The near‐eschatological terms with which Hemans needs to represent the peaceful English home at the end of England and Spain, as well as in the paean to Albion in “War and Peace”, may explain the gap between military aggression and desire for a peaceful sanctuary that Ruskin fails to bridge in “The Defiance of War”. Even when Hemans at least acknowledges a contradiction in her somewhat maturer poem, “The Domestic Affections” (1812), by asking rhetorically whether “warʼs dread scenes [can] the hallowʼd ties efface” and whether “fields of carnage, days of toil, [can] destroy / The lovʼd impressions of domestic joy?” (lines 111–14), she still insists that home is an “ark of refuge” and a “fane of rest [that] no raging storms invade” (lines 76, 61). Triumphantly, the poem asserts the “mystic power” of domestic affections (line 252) to overcome all trials of adversity, just as domestic joy will outlast any competing sources of joy such as fame and genius. Doubt emerges only when evocation of “maternal love” prompts the question of “who may charm her sleepless pang to rest” (lines 341, 343) (Hemans, Selected Poems, ed. Wolfson, 4–15).
Pacifism in Britain after Waterloo
The latest credible threat of invasion of British shores had ended, of course, in 1815 with the Battle of Waterloo, which closed the Napoleonic Wars. Soon thereafter, in London in 1816, the Peace Society was founded as a coalition of Quakers and other Dissenters, such as Congregationalists—the Ruskinsʼ church at this time—Baptists, and Unitarians, as well as Anglican Evangelicals.
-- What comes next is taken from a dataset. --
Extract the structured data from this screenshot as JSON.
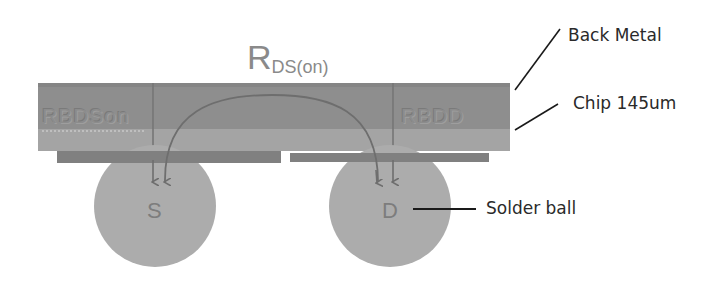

Peter Brock characterizes the society as marking the emergence of an organized peace movement as compared with earlier, sporadic assertions of Christian pacifism by individuals, and as partaking of the reform optimism of the 1820s–30s generally. A middle‐class movement, and never a broadly populist one, the society was intent initially on converting British opinion through pamphleteering. As the flush of optimism surrounding the Vienna Settlement gave way to rising nationalism on the Continent, accompanied by friction between reactionary state policies and republican movements, the Peace Society advocated nonintervention. It finally found a political platform through alliance with free‐trade internationalists (Brock, Pacifism in Europe, 376–86).
In late 1826, near the time of Ruskinʼs poem, an international incident that had the potential to affect trade occurred in the East, in connection with the Greek War for Independence from Turkish domination. While no threat to Britain, the war would have interested the Ruskins for its associations with Lord Byron, who had died in Missolonghi in 1824. In the Greek conflict, Britain was striving to avoid an outbreak between Turkey and Russia, whose new tsar, Nicholas I, was willing to push hostilities. In October 1826, Britain pressured Turkey to accept Russian conditions in the Convention of Akkerman. This assured Russian influence in the Caucasus and the opening of the Straits of Bosphorus to trade, which might have interested the Ruskinsʼ mercantile household. As it turned out, Russia continued to press hostilities in the name of the Greek cause, and Britain joined France and Russia to declare joint mediation, according to a treaty signed in London in July 1827. (In the subsequent history, the Turks refused mediation but were defeated by allied fleets at Navarino in October 1827. The Treaty of Adrianople, rendering Greece autonomous, was signed two years later, in September 1829.)